I didn’t know much before I got here, to be honest. We’ve been in South-East Asia for six weeks now — a month in Thailand, and just two weeks in Cambodia, and the country has me totally flummoxed.
We started off in Siem Reap, the town famous for the extraordinary temple ruins of Angkor Wat, and infamous for its border-crossing scams, where nicely dressed men and women speaking good English will try to separate you from your dollars in a whole host of sneaky ways. You really can’t trust anyone — we thought we were being extremely clever buying bus tickets across the border from the State Railways of Thailand, and it was still a scam.
Siem Reap was completely flooded when we arrived (you can read the whole sorry tale of Our Most Hectic Day Yet here) but as a town it was actually quite pleasant. A lot more harassment from tuk-tuk drivers and food sellers than we were used to in Thailand, but bearable.
Then we arrived in Phnom Penh, the capital city, and quickly escaped north to Kratie, a small riverside town on the banks of the Mekong. Our logic was that when we cleared the city limits (by a good 6 hours) we would find the authentic, rural Cambodia — the beautiful country. We discovered the rural part, no problem, but we were really hard-pressed to find much beauty. And this is the troubling part.
I can’t decide if it’s because we were spoilt by Thailand, with its forests, mountains, beaches and tidy, clean villages, or if Cambodia is really filthy. The small town we stayed in had piles of rubbish on the side of every road. I saw a woman drinking a cooldrink and throwing the can across the road … to nowhere in particular. A guy bought some food from a shop and dropped the plastic bag in the river. Piles of decomposing rubbish piled up under fresh washing in otherwise fairly neat (although rundown) houses.
But the people are lovely.
It’s a strange dichotomy this — really warm and friendly people, who treat their surroundings despicably. We took an ordinary (ie not “tourist class”) bus back to Phnom Penh yesterday, and the woman in front of me spat her fruit pips into the communal bus aisle. Her husband gobbed repeatedly out of the window, and coughed up phlegm which he spat on the floor. When we stopped for a food break, all the passengers finished eating and dropped their refuse on the floor. But it doesn’t look like anyone ever picks it up.
We couldn’t figure it out. It didn’t seem to make sense. And then we went to the Killing Fields, and the Genocide Museum, and all of a sudden a murky logic is beginning to take shape in my head.
The Khmer Rouge was only toppled in 1979 — 30 years ago, still a blip in the timeline of these people, whose entire world was shaken upside down. Pol Pot and his regime destroyed education, schools, religion, money, commerce, books, artefacts, family structure and urban living. They brutally (so brutally) killed anyone with an education or conflicting views, and essentially reduced a country that had been running fairly smoothly to the Stone Ages.

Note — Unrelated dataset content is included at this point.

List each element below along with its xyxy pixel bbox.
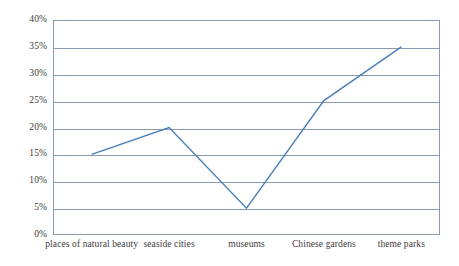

And a legacy like that doesn’t just disappear in a few decades, even though the country is by and large back on its feet again.
This paragraph, by researchers and writers Olivia Altaras and Sarah Jones Dickens, on display at the Tuol Sleng Genocide Museum, summed it up for me: “In essence, although the Khmer Rouge regime officially ended … in 1979 … the Khmer Rouge’s policies of forced collectivisation and social reconstructivism left behind a legacy that lingered long after its formal demise. The Khmer Rouge left behind a vastly uneducated and unskilled society; a displaced, diasporic and traumatised nation; a population of 70% women, many widowed from the regime; and a country riddled with landmines … it is a legacy far from over and a legacy that will take generations to heal.”
In the face of this, is it petty to complain about dirt and filth and a general lack of beauty? Am I holding this distinctly un-Western country up to my Western ideals? Am I expecting too much too soon? Or is this the attitude you develop when life and order as you know it has been destroyed, and things take on a new perspective.
What do you think?
What do you know about Cambodia?
1 comment:
Well, Cambodians in Cambodia take notice. Surrounding cleanliness, hygiene, and proper behavior are very important in the eyes of some foreigners/tourists but above all your own well being. About filth, it doesn't seem to improve over the years. People instead choose to live in it instead of clean it up. Why?